At war with the elephants: Two cents on torture
Death of an elephant (BBC)
Warning! This article includes mild description of the torture of an elephant.
There. I find that disclaimer interesting. Once upon a time, a poster asked me to not repost images of the Dresden firestorm because they were too horrible. While I understand, that's part of the interesting thing. This is an
elephant, and it appears there is a war brewing between human folk and elephant folk:
Across much of the Asian elephant's range, (IFAW) says, increases in human numbers are depleting the area of natural habitat the animals rely on ....
.... "So the elephants have taken to crop-raiding to supplement their diets, leading to intense human-animal conflicts. At least 35 people have been killed in the region in the last six months."
First off, on a lighter note, I'm brought to mind of an old Garfield sequence in which Jon and Garfield are watching a "killer-lion" movie, and Garfield is sitting there with a "Lion" pennant and a grin on his face. The carnage is too awful; Jon can't look. Finally the people kill the lion. Jon cheers, celebrates. Garfield smiles and notes, "At the gun, the score was Lion forty-two, People one."
And so it seems: I used that line when an elephant broke loose in Hawaii and rampaged near a shopping mall. At least the elephant got to crush a few cars and attack its trainers before being put down.
But as Wildlife Trust India noted:
Vivek Menon of WTI said its report had been ignored. He said: "This primitive and archaic elephant capture method should be abandoned.
"There are humane methods available today that ensure the minimum amount of stress to animals while in human contact.
So what they're talking about essentially is the humane treatment of an elephant held in captivity:
The elephant was captured under a programme funded by the government of the central state of Chattisgarh, which tries to reduce conflict by seizing displaced wild elephants and taming them as working animals.
The cameraman, Amalendu Mishra, said: "The elephant was first lassoed in the night of 5 February after being made to run a long distance to tire it out.
"It was again shot at with tranquiliser darts the following morning. Once it collapsed, they tied a thick rope around its neck and pulled it away flanked by tame elephants." ,,,,
.... Witnesses say the elephant was repeatedly jabbed with spikes and struck with bamboo canes.
His legs were tied with ropes, while others were attached to the lasso around his neck and tightened to ensure his head could not move. Then his tusks were sawn off with a hacksaw.
He was left without food and water, and died 18 days later, apparently of stress, starvation and thirst.
And that's the reason I bring this up here. There's a red disclaimer at the beginning of this post, and that's all well and fine; I can imagine that people don't want to read about an elephant being mutilated and neglected to death for the crime of being hungry.
But think of this: That elephant is, essentially, a Prisoner of War.
The elephant was one of many coming into conflict with human beings to the tune of thirty-five humans dead and unreported (and therefore unknown) elephant casualties.
So please remember, if this elephant's death disturbs you in any way, that it was a Prisoner of War, an enemy combatant, and unlawful at that.
What if that was a person?
What if that was, say, Bin Laden himself? Or, for the war-pigs, Saddam Hussein?
You know, some of us who have viewed paintings by elephants and are aware that elephants know when one of theirs passes through the gates even hundreds of miles away and have watched elephants pretend reverence for the dead would find this elephant's death to be a murder. But this point is only relevant in the sense that this elephant was treated no worse than some people claim Prisoners of War should be treated.
I am not without my reasons for disclaiming the news article attached to this post at the outset, and I think anyone who pauses to think about it will understand that. But why? What compels us to see indecency here? What is so discomforting about it? It's good enough for the enemy, right? And now this elephant is the enemy. Too bad about that, but if the elephant didn't want to be the enemy, it should have stayed hungry and out of the way.
The crew's director, Mike Pandey, said: "We were horrified at what was being done in the guise of scientific management of elephant populations and were forced to watch this medieval torture till the elephant died."
If the torture of an elephant is unsettling, for instance, what of human beings?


• WHAT THE TASK ASKS: Without the pictures, set down the records below word for word.
··· GIVEN DATA ···
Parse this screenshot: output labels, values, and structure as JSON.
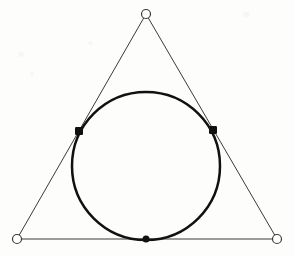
{
  "figure": {
    "background_color": "#fdfdfc",
    "width": 295,
    "height": 256
  },
  "chart_data": {
    "type": "diagram",
    "subtype": "geometric-construction",
    "coordinate_space": {
      "units": "pixels",
      "origin": "top-left",
      "width": 295,
      "height": 256
    },
    "triangle": {
      "label": "circumscribing-triangle",
      "stroke_color": "#3a3a3a",
      "stroke_width": 1,
      "fill": "none",
      "vertices": [
        {
          "name": "apex",
          "x": 146,
          "y": 14,
          "marker": "open-circle"
        },
        {
          "name": "bottom-left",
          "x": 17,
          "y": 239,
          "marker": "open-circle"
        },
        {
          "name": "bottom-right",
          "x": 277,
          "y": 239,
          "marker": "open-circle"
        }
      ],
      "edges": [
        {
          "name": "left-side",
          "from": "apex",
          "to": "bottom-left"
        },
        {
          "name": "right-side",
          "from": "apex",
          "to": "bottom-right"
        },
        {
          "name": "base",
          "from": "bottom-left",
          "to": "bottom-right"
        }
      ]
    },
    "circle": {
      "label": "inscribed-circle",
      "center_x": 146,
      "center_y": 166,
      "radius": 74,
      "stroke_color": "#111111",
      "stroke_width": 2.5,
      "fill": "none"
    },
    "tangency_points": [
      {
        "name": "left-tangency-point",
        "x": 79,
        "y": 131,
        "marker": "filled-square",
        "size": 8
      },
      {
        "name": "right-tangency-point",
        "x": 213,
        "y": 130,
        "marker": "filled-square",
        "size": 8
      },
      {
        "name": "bottom-tangency-point",
        "x": 146,
        "y": 239,
        "marker": "filled-circle",
        "size": 7
      }
    ],
    "vertex_marker_style": {
      "shape": "open-circle",
      "radius": 4.5,
      "fill": "#ffffff",
      "stroke": "#3a3a3a",
      "stroke_width": 1.2
    },
    "marker_fill_color": "#111111",
    "legend": null,
    "axes": null,
    "gridlines": false
  }
}
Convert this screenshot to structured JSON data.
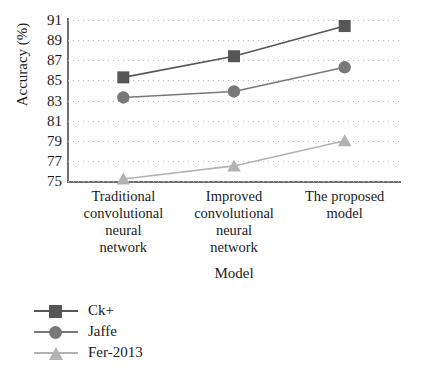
{
  "figure": {
    "caption_remnant": "",
    "background": "#ffffff"
  },
  "chart_data": {
    "type": "line",
    "title": "",
    "xlabel": "Model",
    "ylabel": "Accuracy (%)",
    "categories": [
      "Traditional convolutional neural network",
      "Improved convolutional neural network",
      "The proposed model"
    ],
    "category_lines": [
      [
        "Traditional",
        "convolutional",
        "neural",
        "network"
      ],
      [
        "Improved",
        "convolutional",
        "neural",
        "network"
      ],
      [
        "The proposed",
        "model"
      ]
    ],
    "ylim": [
      75,
      91
    ],
    "yticks": [
      91,
      89,
      87,
      85,
      83,
      81,
      79,
      77,
      75
    ],
    "grid": true,
    "grid_style": "dotted-horizontal",
    "legend_position": "bottom-left",
    "series": [
      {
        "name": "Ck+",
        "marker": "square",
        "color": "#565656",
        "values": [
          85.3,
          87.4,
          90.4
        ]
      },
      {
        "name": "Jaffe",
        "marker": "circle",
        "color": "#787878",
        "values": [
          83.3,
          83.9,
          86.3
        ]
      },
      {
        "name": "Fer-2013",
        "marker": "triangle",
        "color": "#b2b2b2",
        "values": [
          75.2,
          76.5,
          79.0
        ]
      }
    ]
  },
  "colors": {
    "axis": "#6f6f6f",
    "grid": "#b9b9b9",
    "text": "#1b1b1b",
    "ck_plus": "#565656",
    "jaffe": "#787878",
    "fer_2013": "#b2b2b2"
  }
}
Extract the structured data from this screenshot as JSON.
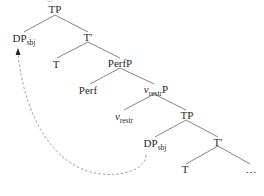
{
  "diagram": {
    "type": "syntax-tree",
    "nodes": {
      "tp_root": {
        "label": "TP"
      },
      "dp_sbj_top": {
        "label": "DP",
        "sub": "sbj"
      },
      "tbar_top": {
        "label": "T′"
      },
      "t_top": {
        "label": "T"
      },
      "perfp": {
        "label": "PerfP"
      },
      "perf": {
        "label": "Perf"
      },
      "vrestr_p": {
        "label_v": "v",
        "sub": "restr",
        "suffix": "P"
      },
      "vrestr": {
        "label_v": "v",
        "sub": "restr"
      },
      "tp_low": {
        "label": "TP"
      },
      "dp_sbj_low": {
        "label": "DP",
        "sub": "sbj"
      },
      "tbar_low": {
        "label": "T′"
      },
      "t_low": {
        "label": "T"
      },
      "ellipsis": {
        "label": "…"
      }
    },
    "edges": [
      [
        "tp_root",
        "dp_sbj_top"
      ],
      [
        "tp_root",
        "tbar_top"
      ],
      [
        "tbar_top",
        "t_top"
      ],
      [
        "tbar_top",
        "perfp"
      ],
      [
        "perfp",
        "perf"
      ],
      [
        "perfp",
        "vrestr_p"
      ],
      [
        "vrestr_p",
        "vrestr"
      ],
      [
        "vrestr_p",
        "tp_low"
      ],
      [
        "tp_low",
        "dp_sbj_low"
      ],
      [
        "tp_low",
        "tbar_low"
      ],
      [
        "tbar_low",
        "t_low"
      ],
      [
        "tbar_low",
        "ellipsis"
      ]
    ],
    "movement_arrow": {
      "from": "dp_sbj_low",
      "to": "dp_sbj_top",
      "style": "dashed"
    },
    "colors": {
      "line": "#555555",
      "text": "#2a2a2a",
      "arrow": "#777777"
    }
  }
}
···
• RESPONSE TO THE TASK:
Parse this screenshot: output labels, values, and structure as JSON.
{
  "figure": {
    "background_color": "#fdfdfc",
    "width": 295,
    "height": 256
  },
  "chart_data": {
    "type": "diagram",
    "subtype": "geometric-construction",
    "coordinate_space": {
      "units": "pixels",
      "origin": "top-left",
      "width": 295,
      "height": 256
    },
    "triangle": {
      "label": "circumscribing-triangle",
      "stroke_color": "#3a3a3a",
      "stroke_width": 1,
      "fill": "none",
      "vertices": [
        {
          "name": "apex",
          "x": 146,
          "y": 14,
          "marker": "open-circle"
        },
        {
          "name": "bottom-left",
          "x": 17,
          "y": 239,
          "marker": "open-circle"
        },
        {
          "name": "bottom-right",
          "x": 277,
          "y": 239,
          "marker": "open-circle"
        }
      ],
      "edges": [
        {
          "name": "left-side",
          "from": "apex",
          "to": "bottom-left"
        },
        {
          "name": "right-side",
          "from": "apex",
          "to": "bottom-right"
        },
        {
          "name": "base",
          "from": "bottom-left",
          "to": "bottom-right"
        }
      ]
    },
    "circle": {
      "label": "inscribed-circle",
      "center_x": 146,
      "center_y": 166,
      "radius": 74,
      "stroke_color": "#111111",
      "stroke_width": 2.5,
      "fill": "none"
    },
    "tangency_points": [
      {
        "name": "left-tangency-point",
        "x": 79,
        "y": 131,
        "marker": "filled-square",
        "size": 8
      },
      {
        "name": "right-tangency-point",
        "x": 213,
        "y": 130,
        "marker": "filled-square",
        "size": 8
      },
      {
        "name": "bottom-tangency-point",
        "x": 146,
        "y": 239,
        "marker": "filled-circle",
        "size": 7
      }
    ],
    "vertex_marker_style": {
      "shape": "open-circle",
      "radius": 4.5,
      "fill": "#ffffff",
      "stroke": "#3a3a3a",
      "stroke_width": 1.2
    },
    "marker_fill_color": "#111111",
    "legend": null,
    "axes": null,
    "gridlines": false
  }
}
Convert this screenshot to structured JSON data.
{
  "figure": {
    "caption_remnant": "",
    "background": "#ffffff"
  },
  "chart_data": {
    "type": "line",
    "title": "",
    "xlabel": "Model",
    "ylabel": "Accuracy (%)",
    "categories": [
      "Traditional convolutional neural network",
      "Improved convolutional neural network",
      "The proposed model"
    ],
    "category_lines": [
      [
        "Traditional",
        "convolutional",
        "neural",
        "network"
      ],
      [
        "Improved",
        "convolutional",
        "neural",
        "network"
      ],
      [
        "The proposed",
        "model"
      ]
    ],
    "ylim": [
      75,
      91
    ],
    "yticks": [
      91,
      89,
      87,
      85,
      83,
      81,
      79,
      77,
      75
    ],
    "grid": true,
    "grid_style": "dotted-horizontal",
    "legend_position": "bottom-left",
    "series": [
      {
        "name": "Ck+",
        "marker": "square",
        "color": "#565656",
        "values": [
          85.3,
          87.4,
          90.4
        ]
      },
      {
        "name": "Jaffe",
        "marker": "circle",
        "color": "#787878",
        "values": [
          83.3,
          83.9,
          86.3
        ]
      },
      {
        "name": "Fer-2013",
        "marker": "triangle",
        "color": "#b2b2b2",
        "values": [
          75.2,
          76.5,
          79.0
        ]
      }
    ]
  },
  "colors": {
    "axis": "#6f6f6f",
    "grid": "#b9b9b9",
    "text": "#1b1b1b",
    "ck_plus": "#565656",
    "jaffe": "#787878",
    "fer_2013": "#b2b2b2"
  }
}
Extract the structured data from this screenshot as JSON.
{
  "diagram": {
    "type": "syntax-tree",
    "nodes": {
      "tp_root": {
        "label": "TP"
      },
      "dp_sbj_top": {
        "label": "DP",
        "sub": "sbj"
      },
      "tbar_top": {
        "label": "T′"
      },
      "t_top": {
        "label": "T"
      },
      "perfp": {
        "label": "PerfP"
      },
      "perf": {
        "label": "Perf"
      },
      "vrestr_p": {
        "label_v": "v",
        "sub": "restr",
        "suffix": "P"
      },
      "vrestr": {
        "label_v": "v",
        "sub": "restr"
      },
      "tp_low": {
        "label": "TP"
      },
      "dp_sbj_low": {
        "label": "DP",
        "sub": "sbj"
      },
      "tbar_low": {
        "label": "T′"
      },
      "t_low": {
        "label": "T"
      },
      "ellipsis": {
        "label": "…"
      }
    },
    "edges": [
      [
        "tp_root",
        "dp_sbj_top"
      ],
      [
        "tp_root",
        "tbar_top"
      ],
      [
        "tbar_top",
        "t_top"
      ],
      [
        "tbar_top",
        "perfp"
      ],
      [
        "perfp",
        "perf"
      ],
      [
        "perfp",
        "vrestr_p"
      ],
      [
        "vrestr_p",
        "vrestr"
      ],
      [
        "vrestr_p",
        "tp_low"
      ],
      [
        "tp_low",
        "dp_sbj_low"
      ],
      [
        "tp_low",
        "tbar_low"
      ],
      [
        "tbar_low",
        "t_low"
      ],
      [
        "tbar_low",
        "ellipsis"
      ]
    ],
    "movement_arrow": {
      "from": "dp_sbj_low",
      "to": "dp_sbj_top",
      "style": "dashed"
    },
    "colors": {
      "line": "#555555",
      "text": "#2a2a2a",
      "arrow": "#777777"
    }
  }
}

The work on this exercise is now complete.